The Employers’ Association (TEA) is a not-for-profit employers’ association, formed in 1939, with offices in Grand Rapids serving the West Michigan employer community. We help more than 600 member companies maximize employee productivity and minimize employer liability through human resources and management advice, training, survey data, and consulting services.

TEA is in the business of helping people. This blog is intended to address human issues, concerns and the things that impact people - be they self-perpetuated or externally imposed. Feel free to respond to the thoughts presented here, for without each other, we are nothing!

Wednesday, January 25, 2012

STEPPING BEYOND THE BOUNDARIES OF TRADITION



What forms a boundary for you? Is it your life experience? Things you did (or did not do) as a child? Your respect for the past – for the way things have always been – or your desire to run from what once was in your upbringing? Your hesitancy to abandon the comfort you feel in predictability – or your fear of the unknown that accompanies each new reality?

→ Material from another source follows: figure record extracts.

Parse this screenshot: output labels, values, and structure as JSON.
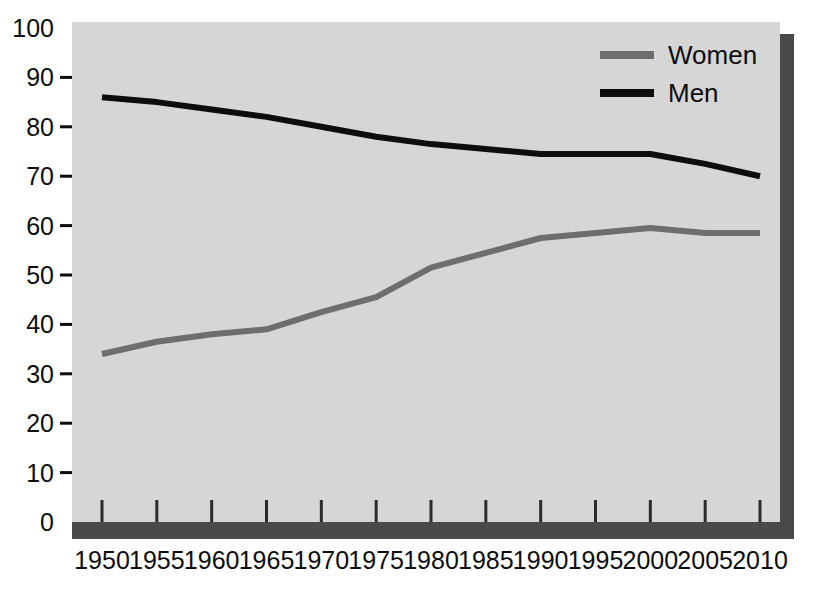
{
  "chart_data": {
    "type": "line",
    "title": "",
    "subtitle": "",
    "xlabel": "",
    "ylabel": "",
    "x": [
      1950,
      1955,
      1960,
      1965,
      1970,
      1975,
      1980,
      1985,
      1990,
      1995,
      2000,
      2005,
      2010
    ],
    "xticklabels": [
      "1950",
      "1955",
      "1960",
      "1965",
      "1970",
      "1975",
      "1980",
      "1985",
      "1990",
      "1995",
      "2000",
      "2005",
      "2010"
    ],
    "yticklabels": [
      "0",
      "10",
      "20",
      "30",
      "40",
      "50",
      "60",
      "70",
      "80",
      "90",
      "100"
    ],
    "yticks": [
      0,
      10,
      20,
      30,
      40,
      50,
      60,
      70,
      80,
      90,
      100
    ],
    "ylim": [
      0,
      100
    ],
    "xlim": [
      1950,
      2010
    ],
    "grid": false,
    "legend_position": "top-right",
    "series": [
      {
        "name": "Women",
        "color": "#6e6e6e",
        "values": [
          34,
          36.5,
          38,
          39,
          42.5,
          45.5,
          51.5,
          54.5,
          57.5,
          58.5,
          59.5,
          58.5,
          58.5
        ]
      },
      {
        "name": "Men",
        "color": "#0d0d0d",
        "values": [
          86,
          85,
          83.5,
          82,
          80,
          78,
          76.5,
          75.5,
          74.5,
          74.5,
          74.5,
          72.5,
          70
        ]
      }
    ]
  },
  "legend": {
    "items": [
      {
        "label": "Women",
        "color": "#6e6e6e"
      },
      {
        "label": "Men",
        "color": "#0d0d0d"
      }
    ]
  },
  "style": {
    "panel_color": "#d6d6d6",
    "shadow_color": "#4a4a4a",
    "background": "#ffffff",
    "axis_color": "#0d0d0d"
  }
}
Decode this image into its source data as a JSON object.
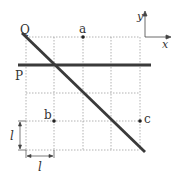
{
  "diagram": {
    "labels": {
      "line_q": "Q",
      "line_p": "P",
      "point_a": "a",
      "point_b": "b",
      "point_c": "c",
      "axis_x": "x",
      "axis_y": "y",
      "length_vertical": "l",
      "length_horizontal": "l"
    },
    "colors": {
      "grid": "#9a9a9a",
      "line": "#3a3a3a",
      "point": "#222222",
      "text": "#333333"
    }
  }
}
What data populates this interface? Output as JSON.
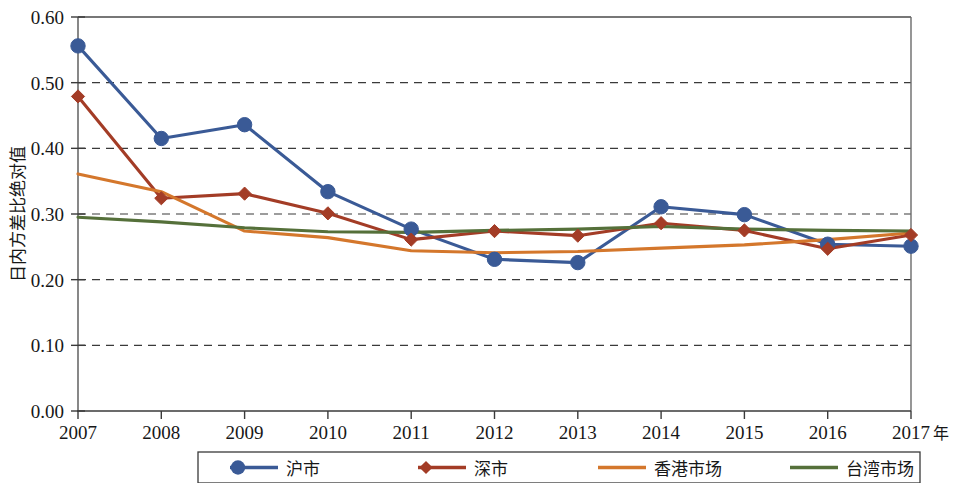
{
  "chart_data": {
    "type": "line",
    "title": "",
    "subtitle": "",
    "xlabel": "年",
    "ylabel": "日内方差比绝对值",
    "x": [
      2007,
      2008,
      2009,
      2010,
      2011,
      2012,
      2013,
      2014,
      2015,
      2016,
      2017
    ],
    "categories": [
      "2007",
      "2008",
      "2009",
      "2010",
      "2011",
      "2012",
      "2013",
      "2014",
      "2015",
      "2016",
      "2017"
    ],
    "xlim": [
      2007,
      2017
    ],
    "ylim": [
      0.0,
      0.6
    ],
    "yticks": [
      0.0,
      0.1,
      0.2,
      0.3,
      0.4,
      0.5,
      0.6
    ],
    "ytick_labels": [
      "0.00",
      "0.10",
      "0.20",
      "0.30",
      "0.40",
      "0.50",
      "0.60"
    ],
    "grid": "horizontal-dashed",
    "legend_position": "bottom",
    "series": [
      {
        "name": "沪市",
        "color": "#3a5a96",
        "marker": "circle",
        "values": [
          0.556,
          0.415,
          0.436,
          0.334,
          0.277,
          0.231,
          0.226,
          0.311,
          0.299,
          0.254,
          0.251
        ]
      },
      {
        "name": "深市",
        "color": "#a33c26",
        "marker": "diamond",
        "values": [
          0.479,
          0.324,
          0.331,
          0.301,
          0.261,
          0.274,
          0.267,
          0.286,
          0.275,
          0.247,
          0.268
        ]
      },
      {
        "name": "香港市场",
        "color": "#d4772c",
        "marker": "none",
        "values": [
          0.361,
          0.334,
          0.274,
          0.264,
          0.244,
          0.241,
          0.243,
          0.248,
          0.253,
          0.261,
          0.271
        ]
      },
      {
        "name": "台湾市场",
        "color": "#55703a",
        "marker": "none",
        "values": [
          0.295,
          0.288,
          0.279,
          0.273,
          0.272,
          0.275,
          0.277,
          0.281,
          0.277,
          0.275,
          0.274
        ]
      }
    ]
  },
  "legend": {
    "items": [
      {
        "label": "沪市",
        "color": "#3a5a96",
        "marker": "circle"
      },
      {
        "label": "深市",
        "color": "#a33c26",
        "marker": "diamond"
      },
      {
        "label": "香港市场",
        "color": "#d4772c",
        "marker": "none"
      },
      {
        "label": "台湾市场",
        "color": "#55703a",
        "marker": "none"
      }
    ]
  },
  "axes": {
    "y_title": "日内方差比绝对值",
    "x_unit": "年"
  }
}
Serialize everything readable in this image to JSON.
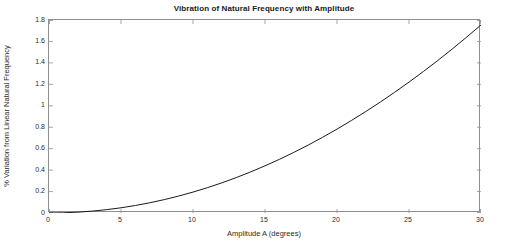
{
  "chart_data": {
    "type": "line",
    "title": "Vibration of Natural Frequency with Amplitude",
    "xlabel": "Amplitude A (degrees)",
    "ylabel": "% Variation from Linear Natural Frequency",
    "xlim": [
      0,
      30
    ],
    "ylim": [
      0,
      1.8
    ],
    "grid": false,
    "legend": null,
    "box": true,
    "tick_direction": "in",
    "line_color": "#1a1a1a",
    "line_width": 1,
    "xticks": [
      0,
      5,
      10,
      15,
      20,
      25,
      30
    ],
    "xticklabels": [
      "0",
      "5",
      "10",
      "15",
      "20",
      "25",
      "30"
    ],
    "yticks": [
      0,
      0.2,
      0.4,
      0.6,
      0.8,
      1.0,
      1.2,
      1.4,
      1.6,
      1.8
    ],
    "yticklabels": [
      "0",
      "0.2",
      "0.4",
      "0.6",
      "0.8",
      "1",
      "1.2",
      "1.4",
      "1.6",
      "1.8"
    ],
    "x": [
      0,
      1,
      2,
      3,
      4,
      5,
      6,
      7,
      8,
      9,
      10,
      11,
      12,
      13,
      14,
      15,
      16,
      17,
      18,
      19,
      20,
      21,
      22,
      23,
      24,
      25,
      26,
      27,
      28,
      29,
      30
    ],
    "y": [
      0,
      0.0019,
      0.0078,
      0.0175,
      0.0311,
      0.0486,
      0.07,
      0.0953,
      0.1246,
      0.1578,
      0.195,
      0.236,
      0.281,
      0.33,
      0.383,
      0.4399,
      0.5004,
      0.565,
      0.6337,
      0.706,
      0.7824,
      0.8626,
      0.9465,
      1.034,
      1.1256,
      1.221,
      1.3199,
      1.4225,
      1.5293,
      1.6399,
      1.7539
    ],
    "series": [
      {
        "name": "% variation",
        "values": [
          0,
          0.0019,
          0.0078,
          0.0175,
          0.0311,
          0.0486,
          0.07,
          0.0953,
          0.1246,
          0.1578,
          0.195,
          0.236,
          0.281,
          0.33,
          0.383,
          0.4399,
          0.5004,
          0.565,
          0.6337,
          0.706,
          0.7824,
          0.8626,
          0.9465,
          1.034,
          1.1256,
          1.221,
          1.3199,
          1.4225,
          1.5293,
          1.6399,
          1.7539
        ]
      }
    ]
  },
  "colors": {
    "axis": "#8f8f8f",
    "text": "#2b2b2b",
    "title": "#1a1a1a",
    "line": "#1a1a1a",
    "background": "#ffffff"
  }
}
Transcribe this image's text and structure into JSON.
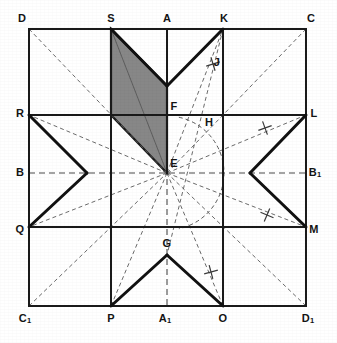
{
  "figure": {
    "background_color": "#ffffff",
    "ink_color": "#1a1a1a",
    "shaded_color": "#878787",
    "construction_color": "#4d4d4d",
    "width": 337,
    "height": 343
  },
  "square": {
    "corners": {
      "D": {
        "x": 29,
        "y": 29
      },
      "C": {
        "x": 306,
        "y": 29
      },
      "C1": {
        "x": 29,
        "y": 306
      },
      "D1": {
        "x": 306,
        "y": 306
      }
    }
  },
  "points": [
    {
      "id": "D",
      "label": "D",
      "sub": "",
      "x": 29,
      "y": 29,
      "lx": 22,
      "ly": 18
    },
    {
      "id": "S",
      "label": "S",
      "sub": "",
      "x": 111,
      "y": 29,
      "lx": 111,
      "ly": 18
    },
    {
      "id": "A",
      "label": "A",
      "sub": "",
      "x": 167,
      "y": 29,
      "lx": 167,
      "ly": 18
    },
    {
      "id": "K",
      "label": "K",
      "sub": "",
      "x": 223,
      "y": 29,
      "lx": 224,
      "ly": 18
    },
    {
      "id": "C",
      "label": "C",
      "sub": "",
      "x": 306,
      "y": 29,
      "lx": 311,
      "ly": 18
    },
    {
      "id": "R",
      "label": "R",
      "sub": "",
      "x": 29,
      "y": 115,
      "lx": 20,
      "ly": 113
    },
    {
      "id": "L",
      "label": "L",
      "sub": "",
      "x": 306,
      "y": 115,
      "lx": 314,
      "ly": 113
    },
    {
      "id": "F",
      "label": "F",
      "sub": "",
      "x": 167,
      "y": 115,
      "lx": 174,
      "ly": 106
    },
    {
      "id": "H",
      "label": "H",
      "sub": "",
      "x": 209,
      "y": 115,
      "lx": 209,
      "ly": 122
    },
    {
      "id": "J",
      "label": "J",
      "sub": "",
      "x": 216,
      "y": 62,
      "lx": 217,
      "ly": 62
    },
    {
      "id": "B",
      "label": "B",
      "sub": "",
      "x": 29,
      "y": 173,
      "lx": 20,
      "ly": 172
    },
    {
      "id": "E",
      "label": "E",
      "sub": "",
      "x": 167,
      "y": 173,
      "lx": 174,
      "ly": 163
    },
    {
      "id": "B1",
      "label": "B",
      "sub": "1",
      "x": 306,
      "y": 173,
      "lx": 315,
      "ly": 172
    },
    {
      "id": "Q",
      "label": "Q",
      "sub": "",
      "x": 29,
      "y": 227,
      "lx": 20,
      "ly": 229
    },
    {
      "id": "M",
      "label": "M",
      "sub": "",
      "x": 306,
      "y": 227,
      "lx": 314,
      "ly": 229
    },
    {
      "id": "G",
      "label": "G",
      "sub": "",
      "x": 167,
      "y": 255,
      "lx": 167,
      "ly": 243
    },
    {
      "id": "C1",
      "label": "C",
      "sub": "1",
      "x": 29,
      "y": 306,
      "lx": 25,
      "ly": 318
    },
    {
      "id": "P",
      "label": "P",
      "sub": "",
      "x": 111,
      "y": 306,
      "lx": 111,
      "ly": 318
    },
    {
      "id": "A1",
      "label": "A",
      "sub": "1",
      "x": 167,
      "y": 306,
      "lx": 165,
      "ly": 318
    },
    {
      "id": "O",
      "label": "O",
      "sub": "",
      "x": 223,
      "y": 306,
      "lx": 223,
      "ly": 318
    },
    {
      "id": "D1",
      "label": "D",
      "sub": "1",
      "x": 306,
      "y": 306,
      "lx": 308,
      "ly": 318
    }
  ],
  "star": {
    "description": "Eight-pointed star polygon outline",
    "outline": [
      [
        111,
        29
      ],
      [
        167,
        86
      ],
      [
        223,
        29
      ],
      [
        250,
        173
      ],
      [
        306,
        115
      ],
      [
        250,
        173
      ],
      [
        306,
        227
      ],
      [
        223,
        306
      ],
      [
        167,
        255
      ],
      [
        111,
        306
      ],
      [
        87,
        173
      ],
      [
        29,
        227
      ],
      [
        87,
        173
      ],
      [
        29,
        115
      ]
    ],
    "segments": [
      {
        "name": "S-Ftop",
        "from": [
          111,
          29
        ],
        "to": [
          167,
          86
        ]
      },
      {
        "name": "Ftop-K",
        "from": [
          167,
          86
        ],
        "to": [
          223,
          29
        ]
      },
      {
        "name": "L-inner-right-top",
        "from": [
          306,
          115
        ],
        "to": [
          250,
          173
        ]
      },
      {
        "name": "inner-right-M",
        "from": [
          250,
          173
        ],
        "to": [
          306,
          227
        ]
      },
      {
        "name": "O-G",
        "from": [
          223,
          306
        ],
        "to": [
          167,
          255
        ]
      },
      {
        "name": "G-P",
        "from": [
          167,
          255
        ],
        "to": [
          111,
          306
        ]
      },
      {
        "name": "R-inner-left",
        "from": [
          29,
          115
        ],
        "to": [
          87,
          173
        ]
      },
      {
        "name": "inner-left-Q",
        "from": [
          87,
          173
        ],
        "to": [
          29,
          227
        ]
      }
    ]
  },
  "shaded_region": {
    "name": "shaded-parallelogram",
    "fill": "#878787",
    "vertices": [
      [
        111,
        29
      ],
      [
        167,
        86
      ],
      [
        167,
        173
      ],
      [
        111,
        115
      ]
    ]
  },
  "grid_lines": {
    "solid": [
      {
        "name": "border-top",
        "from": [
          29,
          29
        ],
        "to": [
          306,
          29
        ]
      },
      {
        "name": "border-right",
        "from": [
          306,
          29
        ],
        "to": [
          306,
          306
        ]
      },
      {
        "name": "border-bottom",
        "from": [
          29,
          306
        ],
        "to": [
          306,
          306
        ]
      },
      {
        "name": "border-left",
        "from": [
          29,
          29
        ],
        "to": [
          29,
          306
        ]
      },
      {
        "name": "h-line-R-L",
        "from": [
          29,
          115
        ],
        "to": [
          306,
          115
        ]
      },
      {
        "name": "h-line-Q-M",
        "from": [
          29,
          227
        ],
        "to": [
          306,
          227
        ]
      },
      {
        "name": "v-line-S-P",
        "from": [
          111,
          29
        ],
        "to": [
          111,
          306
        ]
      },
      {
        "name": "v-line-K-O",
        "from": [
          223,
          29
        ],
        "to": [
          223,
          306
        ]
      },
      {
        "name": "v-line-A-F",
        "from": [
          167,
          29
        ],
        "to": [
          167,
          173
        ]
      }
    ],
    "dashed": [
      {
        "name": "axis-vertical-A-A1",
        "from": [
          167,
          29
        ],
        "to": [
          167,
          306
        ]
      },
      {
        "name": "axis-horizontal-B-B1",
        "from": [
          29,
          173
        ],
        "to": [
          306,
          173
        ]
      }
    ]
  },
  "construction_lines": [
    {
      "name": "diagonal-D-E",
      "from": [
        29,
        29
      ],
      "to": [
        167,
        173
      ]
    },
    {
      "name": "diagonal-C-E",
      "from": [
        306,
        29
      ],
      "to": [
        167,
        173
      ]
    },
    {
      "name": "diagonal-C1-E",
      "from": [
        29,
        306
      ],
      "to": [
        167,
        173
      ]
    },
    {
      "name": "diagonal-D1-E",
      "from": [
        306,
        306
      ],
      "to": [
        167,
        173
      ]
    },
    {
      "name": "ray-E-S",
      "from": [
        167,
        173
      ],
      "to": [
        111,
        29
      ]
    },
    {
      "name": "ray-E-K",
      "from": [
        167,
        173
      ],
      "to": [
        223,
        29
      ]
    },
    {
      "name": "ray-E-P",
      "from": [
        167,
        173
      ],
      "to": [
        111,
        306
      ]
    },
    {
      "name": "ray-E-O",
      "from": [
        167,
        173
      ],
      "to": [
        223,
        306
      ]
    },
    {
      "name": "ray-E-R",
      "from": [
        167,
        173
      ],
      "to": [
        29,
        115
      ]
    },
    {
      "name": "ray-E-Q",
      "from": [
        167,
        173
      ],
      "to": [
        29,
        227
      ]
    },
    {
      "name": "ray-E-L",
      "from": [
        167,
        173
      ],
      "to": [
        306,
        115
      ]
    },
    {
      "name": "ray-E-M",
      "from": [
        167,
        173
      ],
      "to": [
        306,
        227
      ]
    },
    {
      "name": "chord-R-L",
      "from": [
        29,
        115
      ],
      "to": [
        306,
        115
      ]
    },
    {
      "name": "chord-Q-M",
      "from": [
        29,
        227
      ],
      "to": [
        306,
        227
      ]
    },
    {
      "name": "bisector-K-G",
      "from": [
        223,
        29
      ],
      "to": [
        167,
        255
      ]
    },
    {
      "name": "bisector-S-E-long",
      "from": [
        111,
        29
      ],
      "to": [
        167,
        173
      ]
    },
    {
      "name": "cross-S-P",
      "from": [
        111,
        29
      ],
      "to": [
        111,
        306
      ]
    }
  ],
  "arc": {
    "name": "compass-arc",
    "center": [
      167,
      173
    ],
    "radius": 57,
    "start_angle_deg": -78,
    "end_angle_deg": 78,
    "note": "quarter-circle arc swept from F through H down toward G"
  },
  "tick_marks": [
    {
      "name": "tick-J",
      "x": 213,
      "y": 64,
      "angle": 28
    },
    {
      "name": "tick-KL",
      "x": 265,
      "y": 128,
      "angle": 25
    },
    {
      "name": "tick-LM",
      "x": 267,
      "y": 215,
      "angle": -22
    },
    {
      "name": "tick-OG",
      "x": 211,
      "y": 272,
      "angle": 30
    }
  ],
  "caption": ""
}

Perhaps the time has come for you to overcome your limitations – regardless of what helped to define them in the first place. If you would prefer not to explode the walls that surround you, could you at least open the windows and doors wide enough to escape the room that contains your every move?

Many find so much comfort in what has been they refuse to begin the journey that might lead them to things not yet considered. Tradition is good and meaningful yet it can inhibit our growth and throttle our progress if we allow the past to envelope our lives. We should cherish our heritage as we continually seek new and better ways to do things – actions and activities that may become another’s future tradition. If we recognize and acknowledge several “truths” about our past, we should be “released” to better move forward in a new direction:

1) TRADITION IS BUT ONE BASIS FOR YOUR ACTIONS. It should never become the destination you seek but rather a firm foundation from which you may begin your journey. Far too many individuals mask their fear of advancing beyond their present reality – and some even to face the reality of their present situation – by hiding themselves within the richness of their traditions and the heritage of their past. Holding on to the past is not a bad thing. When holding on causes you to hold back, however – when retaining traditions and deep cultural heritage becomes the goal rather than the historical perspective from which we find our strength – we keep ourselves from moving forward by burying ourselves in the past.

2) WHEN ONE TAKES MORE PRIDE IN WHERE THEY COME FROM (whether it be national origin, gender, race or religion) than in where they are going they become disconnected with their reality and often fail to contribute to their society. When one holds so tightly onto their past that there is little room left to enter their present – that their expectation is one of accommodation rather than assimilation – then they become a millstone around society’s neck rather than an enhancer of its continued growth.

3) WHEN ONE THINKS OF WHO THEY ARE AND LEVERAGES WHERE THEY COME FROM, expecting more to be given them than they hope to contribute – asking for more than they are willing to share – they have stepped beyond the boundaries of traditional pride into the realm of entitlement. One must continually give of oneself in order to gain – knowing and expecting another to refill them through a reciprocal sharing – in order to expand their sense of past into a hope for tomorrow.

Traditions are the “glue” that hold our lives together – the framework upon which we build our lives. Striking a balance between where we came from, who we are, and what we wish to become will help us move from what once was through what now is to what might possibly be. Remember your past – your traditions and heritage – but do not allow them to prevent you from moving forward. Let go of what you feel entitled and make your way into a world not yet imagined!